A refit is the single most complicated period for IHM compliance. Contractors work across every system, materials are added and removed, and documentation from multiple parties needs to be collected before they leave the yard. Under the Hong Kong Convention, Part I must reflect the vessel’s current state — which means any refit that changes a material listed in Annex I of the Convention creates an obligation to update the IHM.

This briefing covers what that obligation looks like in practice.

The core obligation

The Hong Kong Convention requires that Part I of the IHM be maintained throughout the vessel’s operational life. When a material listed in Annex I is added, removed, or changed, the IHM must be updated accordingly. A refit that replaces insulation, refrigeration equipment, pipework, or electrical systems may involve multiple Annex I materials across multiple contractors.

The obligation arises from the work itself — not from a subsequent survey. By the time your class society conducts a renewal survey, the changes should already be recorded.

Material Declarations and Statements of Compliance

The primary mechanism for documenting material changes is the Material Declaration (MD) — a document from the supplier or manufacturer confirming what controlled substances, if any, are present in the supplied product.

When a material is confirmed to contain no Annex I substances, the supplier provides a Statement of Compliance (SDoC) instead.

These documents form the evidence base for Part I updates. The IMO guidelines for IHM implementation (MEPC.269(68)) set out the format and content requirements for both documents. When you update Part I after a refit, the corresponding MDs and SDoCs are the supporting records that a surveyor will ask to see.

Which contractors owe you documentation

At the planning stage of a refit, the question to ask for each work package is: does this work involve any materials that could contain Annex I substances? Contractors whose scope may require MD or SDoC documentation include:

This does not mean every contractor needs to supply extensive documentation. A contractor replacing stainless steel pipework needs a SDoC confirming no hazardous material content — which is typically straightforward. The obligation is proportionate to what is actually being installed.

Building the documentation chain

The practical challenge in a refit is collecting documentation systematically before contractors leave the yard.

A process that works in practice:

  1. At specification stage — include an MD/SDoC requirement in the work scope for each contractor whose work could involve Annex I materials
  2. At material delivery — request MD or SDoC from each supplier as part of the delivery documentation, before work begins
  3. At completion of each work package — confirm that documentation has been received before signing off
  4. Post-refit — consolidate the documentation, update Part I for any changed entries, and file the MD/SDoC records alongside the change log

Chasing documentation after the yard period ends is significantly harder. Contractors move on, records are difficult to obtain, and there is no obvious prompt to resolve the gap until a survey reveals it.

When documentation is unavailable

Not every contractor or supplier will have ready-made MD or SDoC documentation. For new equipment from established manufacturers, this documentation is usually available on request. For older materials, or smaller contractors, it may require more effort.

Options when documentation is not immediately available:

The IMO guidelines for IHM implementation (MEPC.269(68)) describe the approach for circumstances where supplier documentation cannot be obtained.

After the refit

Once work is complete and documentation is collected:

The IHM is not updated at the survey — it is updated when the change happens. The survey verifies that the updates were made correctly and are supported by documentation.

For the full picture of what an IHM requires and how to keep it current, see the complete IHM for superyachts guide. For the documentation side specifically, see managing MD and SDoC paperwork.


To do
Transcribe exactly, and only, the lines from the one with "Locate the bounding" through the end of the records below, including both of those lines. Skip all pictures.

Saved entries
------------------------------------

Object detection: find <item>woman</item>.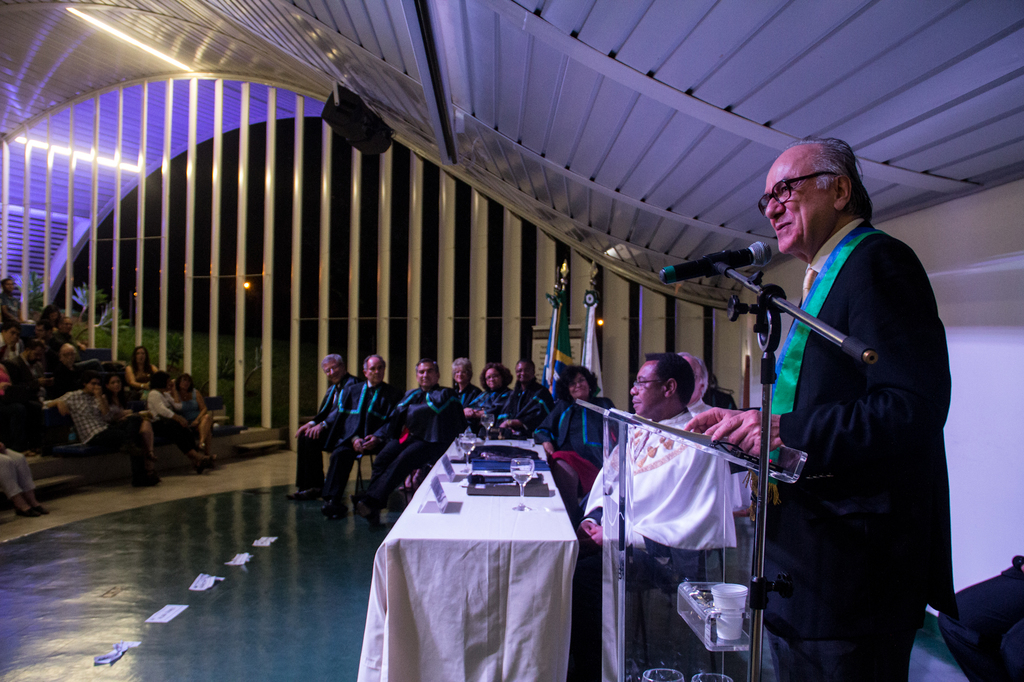
<region>711, 143, 956, 675</region>.
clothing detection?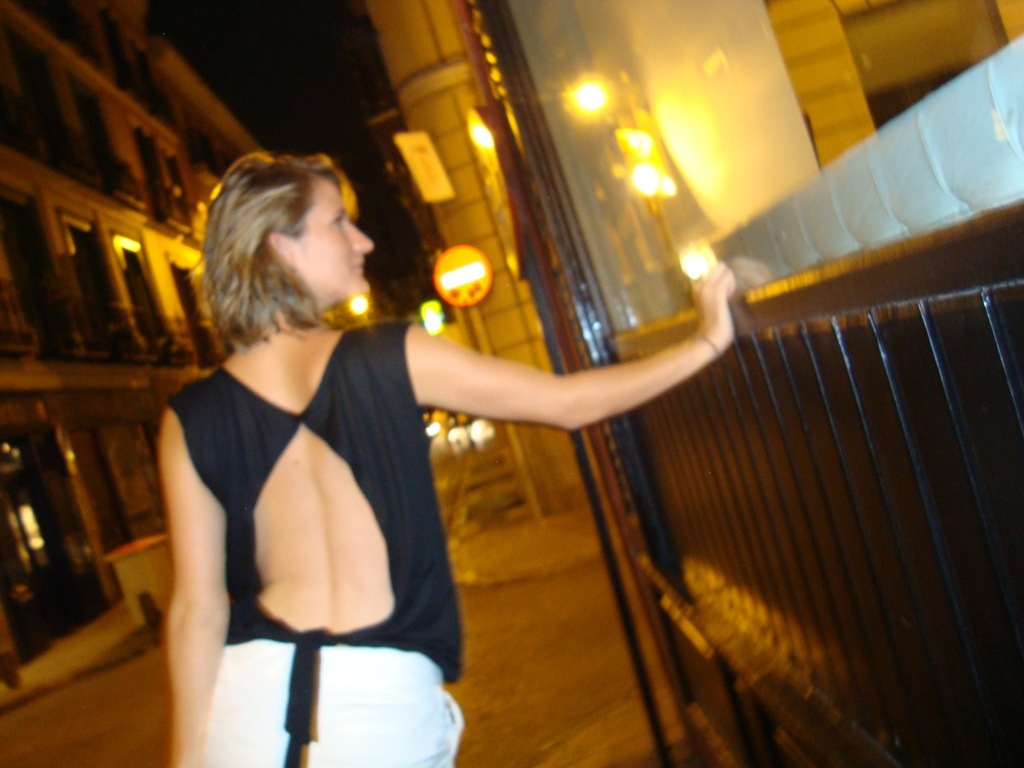
[164, 295, 458, 699]
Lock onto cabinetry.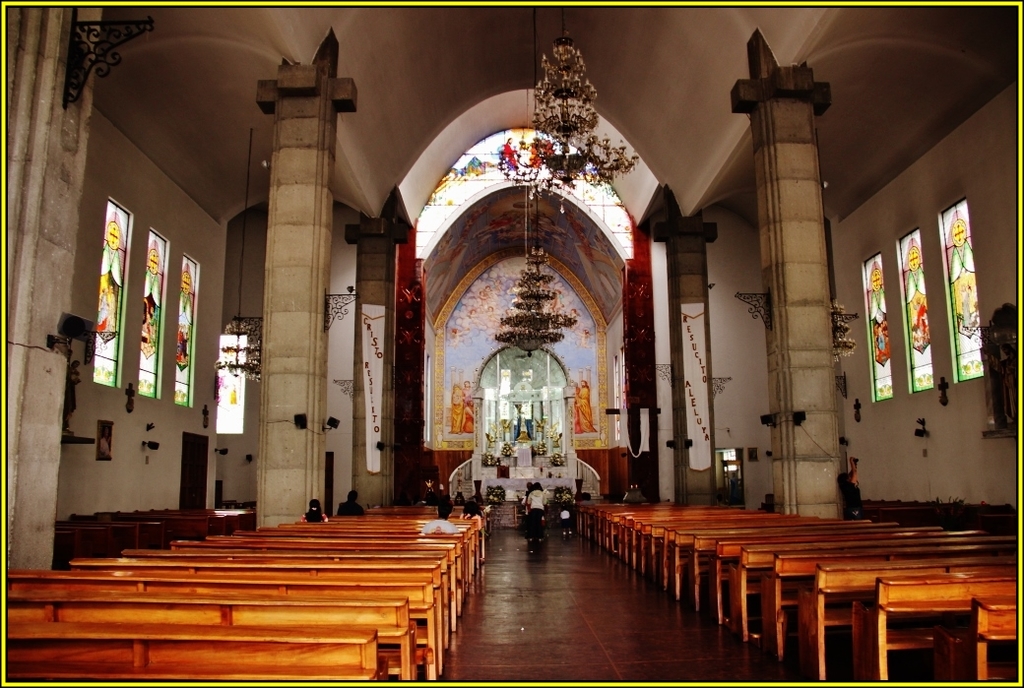
Locked: bbox(876, 565, 1023, 612).
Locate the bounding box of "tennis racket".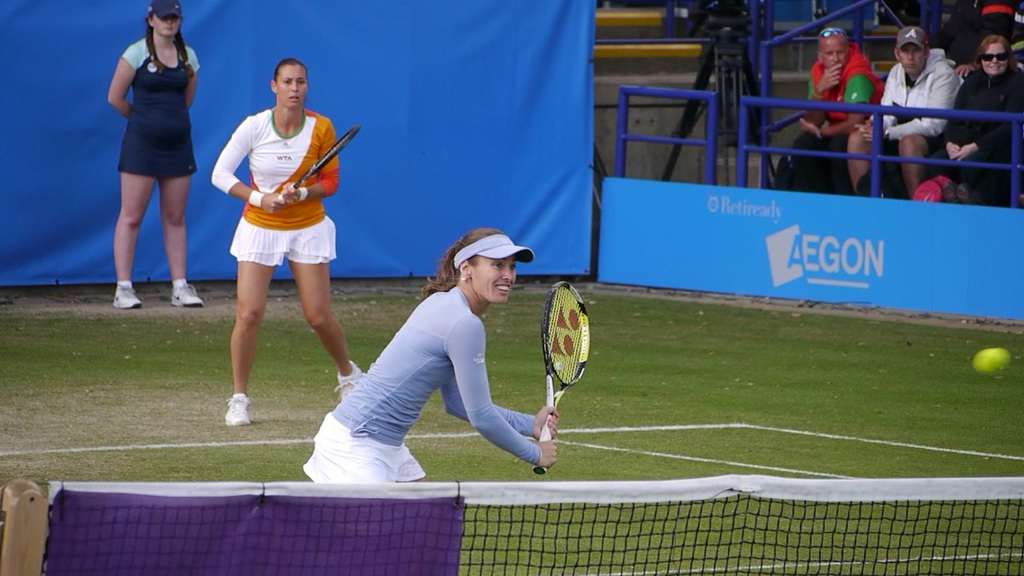
Bounding box: l=539, t=275, r=588, b=470.
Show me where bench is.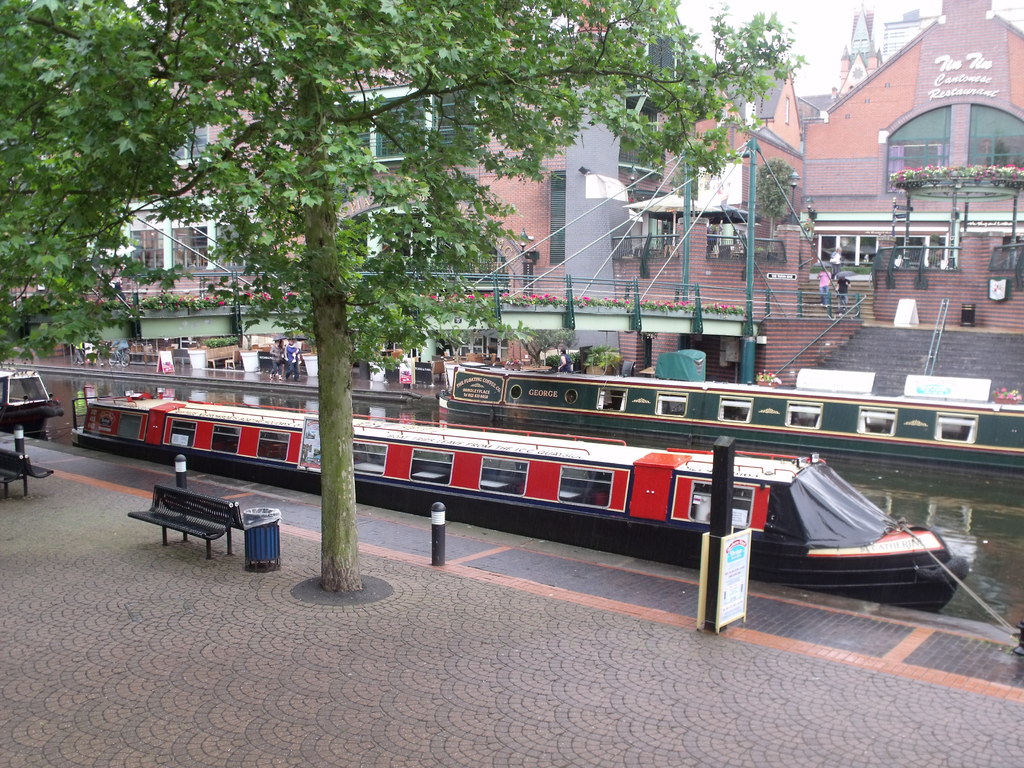
bench is at bbox=(118, 482, 240, 562).
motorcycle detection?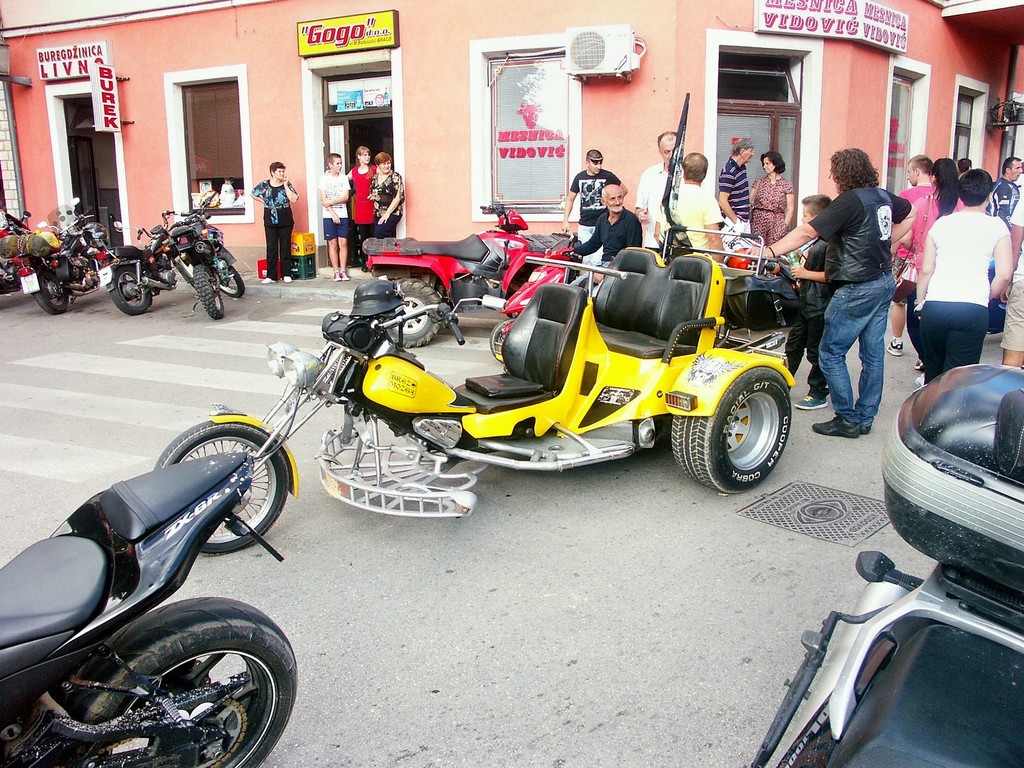
[x1=488, y1=246, x2=598, y2=365]
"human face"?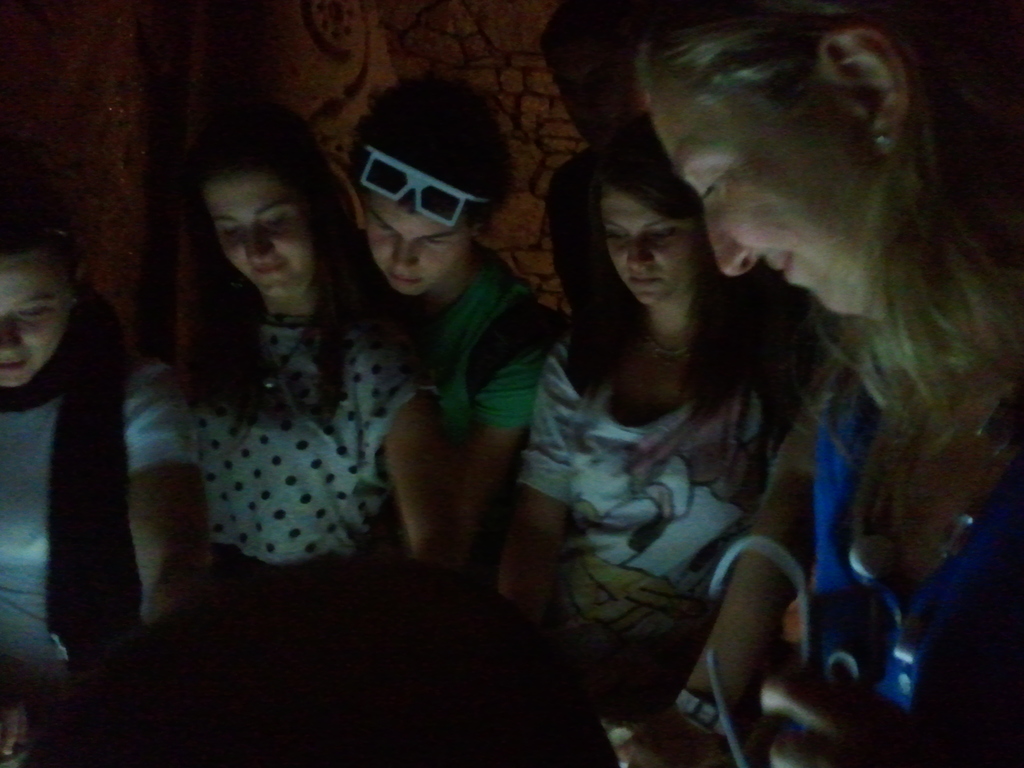
box(205, 173, 312, 291)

------------------------------------

Exercise solution
Locate the bounding box of "tennis racket".
Bounding box: l=539, t=275, r=588, b=470.
Show me where bench is.
bench is at bbox=(118, 482, 240, 562).
motorcycle detection?
[x1=488, y1=246, x2=598, y2=365]
"human face"?
box(205, 173, 312, 291)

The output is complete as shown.